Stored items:
--- START ---
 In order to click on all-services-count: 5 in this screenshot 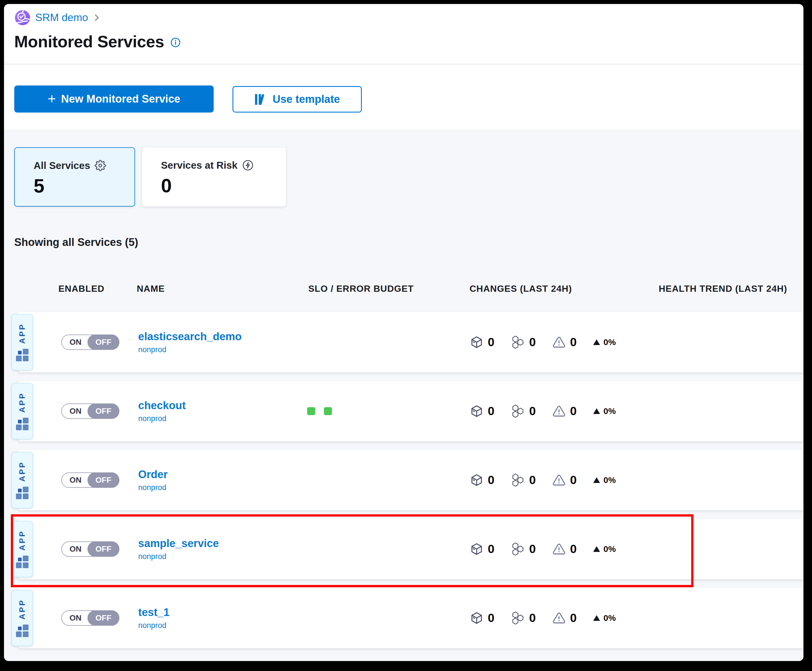, I will do `click(84, 186)`.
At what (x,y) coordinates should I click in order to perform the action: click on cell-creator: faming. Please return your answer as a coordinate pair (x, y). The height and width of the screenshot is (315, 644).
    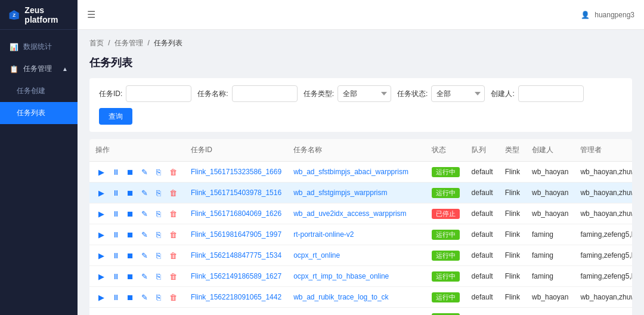
    Looking at the image, I should click on (550, 235).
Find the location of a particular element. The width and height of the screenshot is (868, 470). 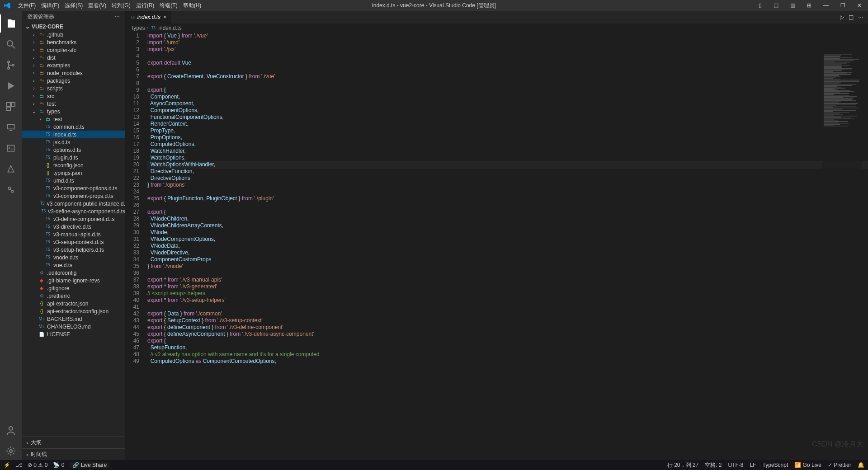

tree-item: ⌄🗀types is located at coordinates (73, 111).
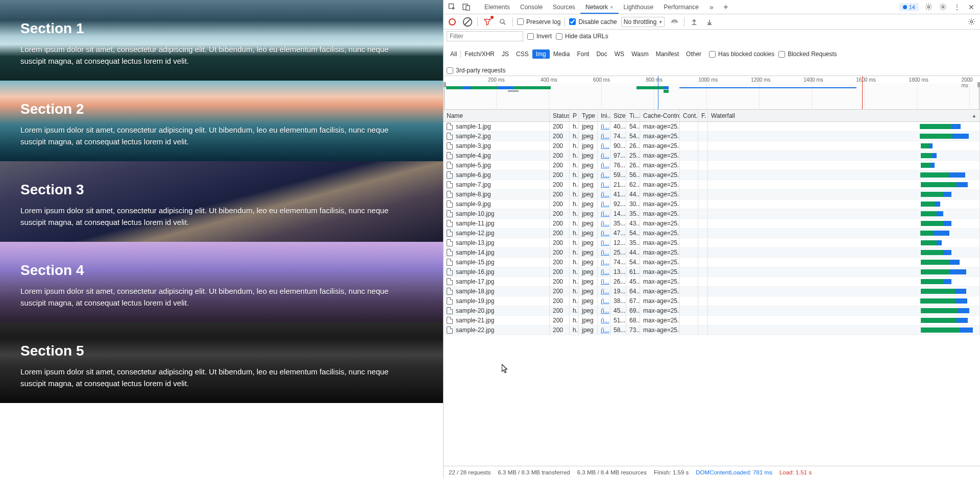 This screenshot has width=980, height=478. What do you see at coordinates (712, 137) in the screenshot?
I see `network-request-row: sample-2.jpg200h..jpeg(i...74...54...max…` at bounding box center [712, 137].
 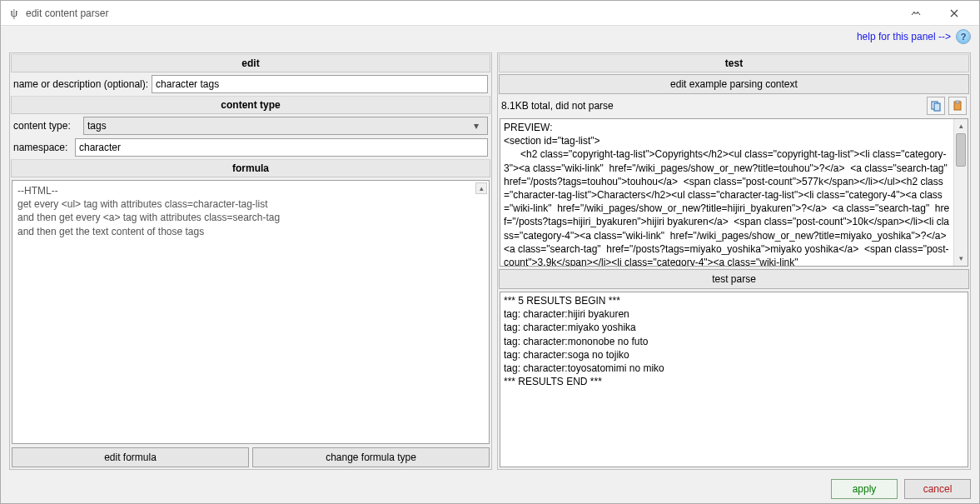 What do you see at coordinates (490, 13) in the screenshot?
I see `titlebar: ψ edit content parser` at bounding box center [490, 13].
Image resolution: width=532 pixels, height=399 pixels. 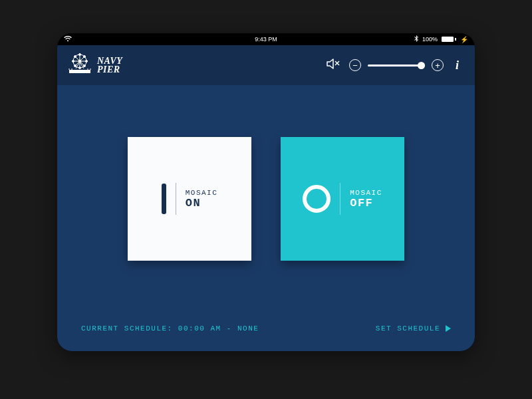 What do you see at coordinates (130, 329) in the screenshot?
I see `schedule-prefix: CURRENT SCHEDULE:` at bounding box center [130, 329].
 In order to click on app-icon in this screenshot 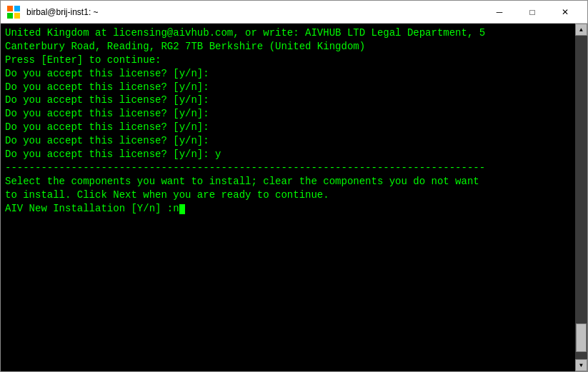, I will do `click(14, 12)`.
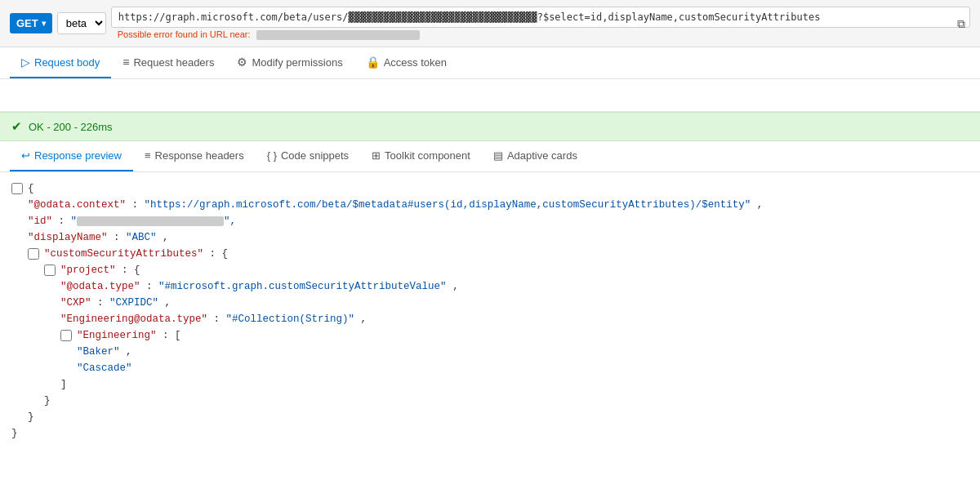 This screenshot has height=489, width=980. I want to click on response-headers-icon: ≡, so click(148, 155).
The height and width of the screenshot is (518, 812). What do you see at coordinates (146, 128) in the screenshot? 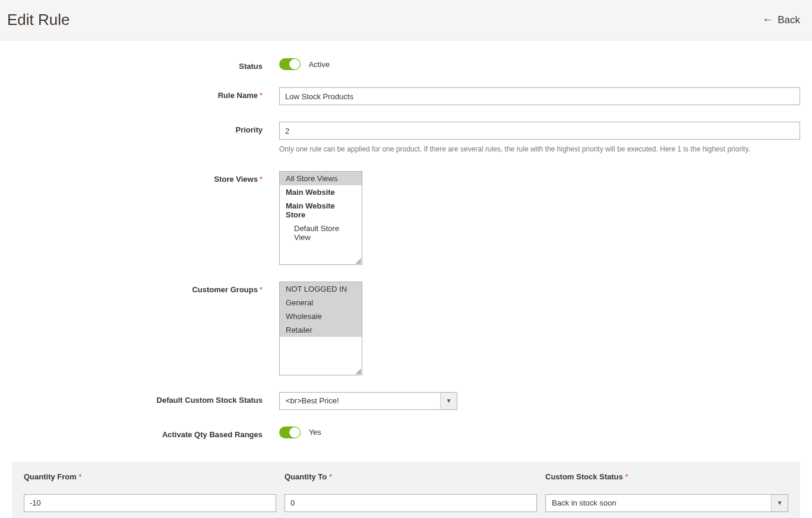
I see `label-priority: Priority` at bounding box center [146, 128].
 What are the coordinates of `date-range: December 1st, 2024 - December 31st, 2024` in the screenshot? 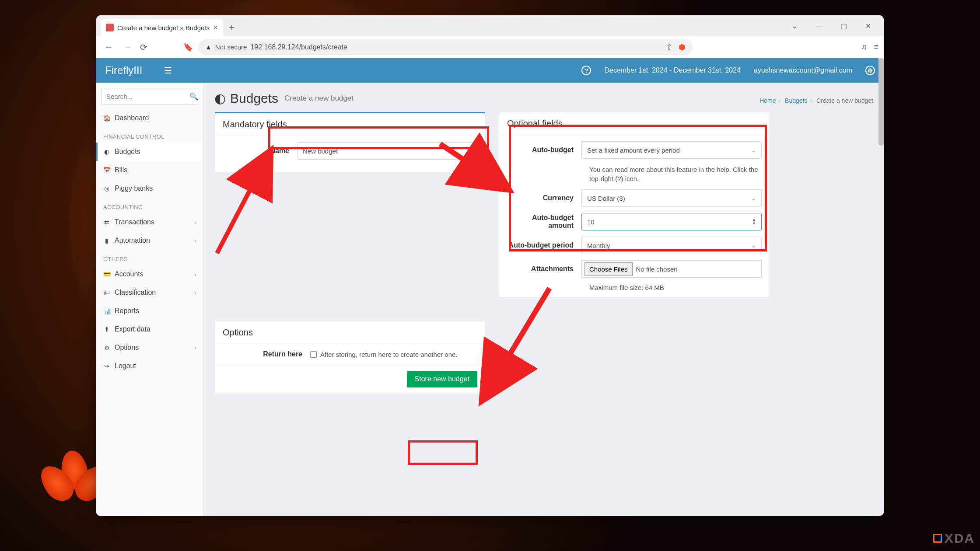 It's located at (672, 70).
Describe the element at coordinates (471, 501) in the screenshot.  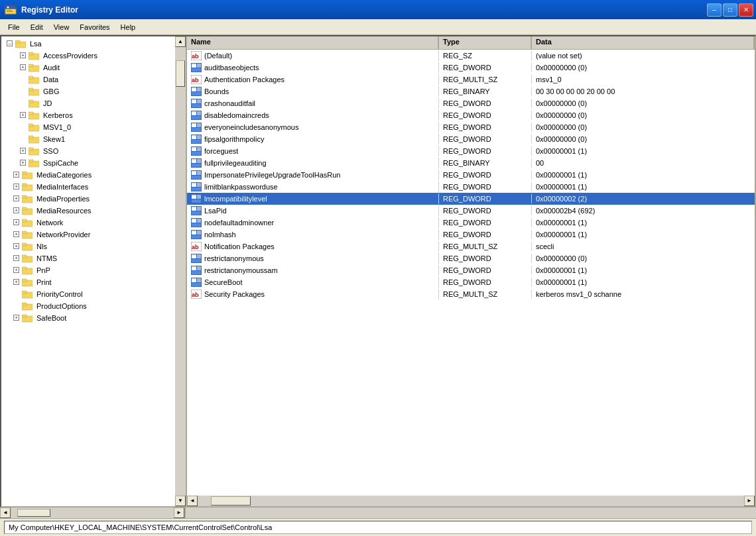
I see `h-scroll-track` at that location.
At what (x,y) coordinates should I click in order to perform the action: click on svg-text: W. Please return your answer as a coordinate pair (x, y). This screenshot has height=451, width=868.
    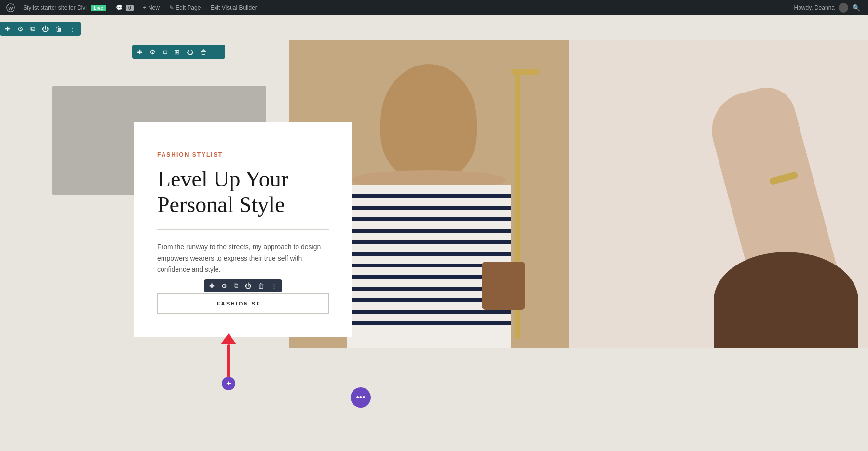
    Looking at the image, I should click on (11, 8).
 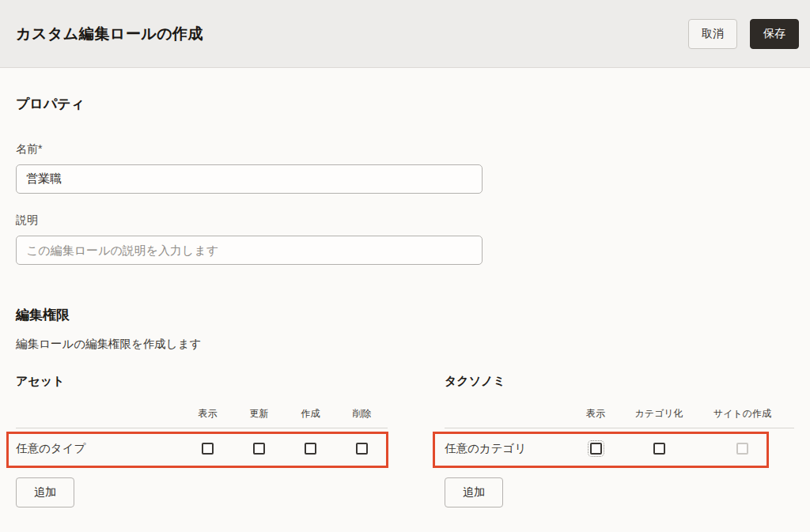 I want to click on asset-view-checkbox, so click(x=207, y=449).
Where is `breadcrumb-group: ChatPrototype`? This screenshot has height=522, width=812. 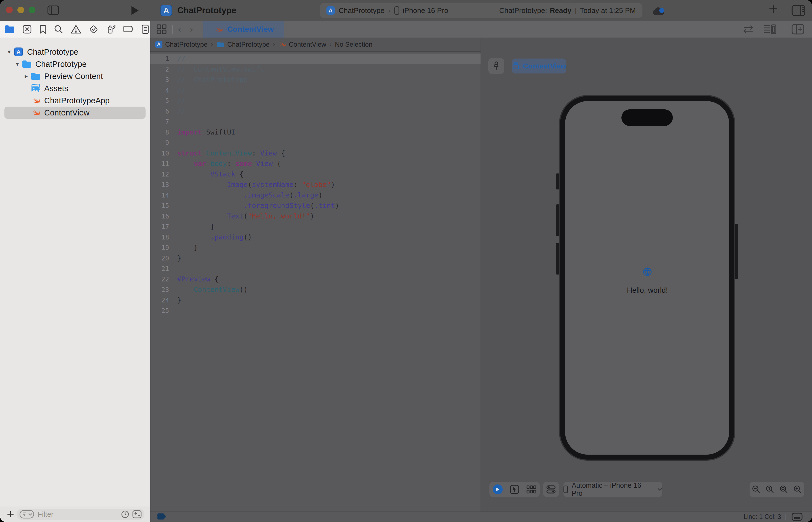
breadcrumb-group: ChatPrototype is located at coordinates (243, 45).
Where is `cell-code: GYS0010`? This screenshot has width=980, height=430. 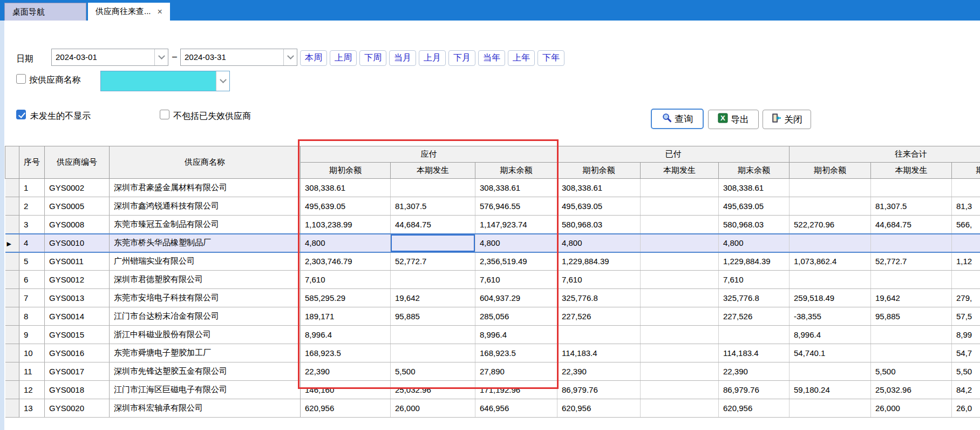
cell-code: GYS0010 is located at coordinates (77, 243).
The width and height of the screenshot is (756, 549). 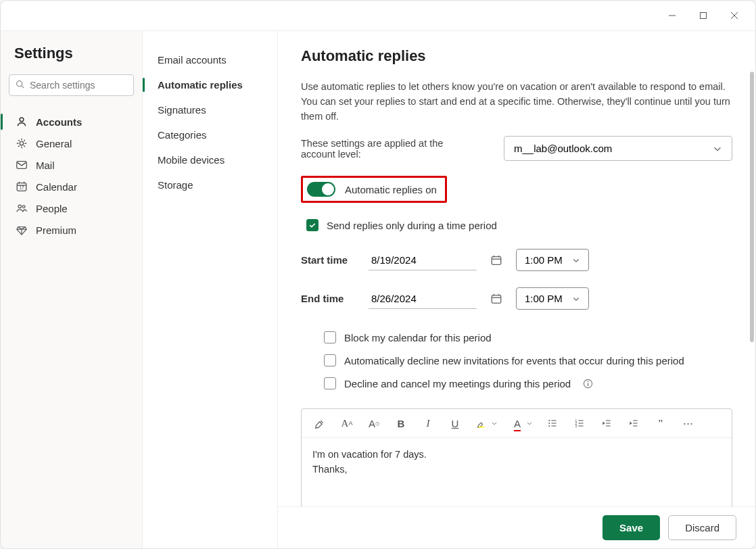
--- END ---
• [Task instructions] Starting with the line that contains "has height=451, width=868.", print every line through the end of the data exactly as written; omit all pictures and add nothing else.

• [Task output]
At what (x,y) coordinates should I click in order to perform the action: click on svg-text: W. Please return your answer as a coordinate pair (x, y). This screenshot has height=451, width=868.
    Looking at the image, I should click on (11, 8).
  I want to click on asset-view-checkbox, so click(x=207, y=449).
Where is `breadcrumb-group: ChatPrototype`? This screenshot has height=522, width=812. 
breadcrumb-group: ChatPrototype is located at coordinates (243, 45).
Where is `cell-code: GYS0010`? This screenshot has width=980, height=430. 
cell-code: GYS0010 is located at coordinates (77, 243).
The width and height of the screenshot is (756, 549). 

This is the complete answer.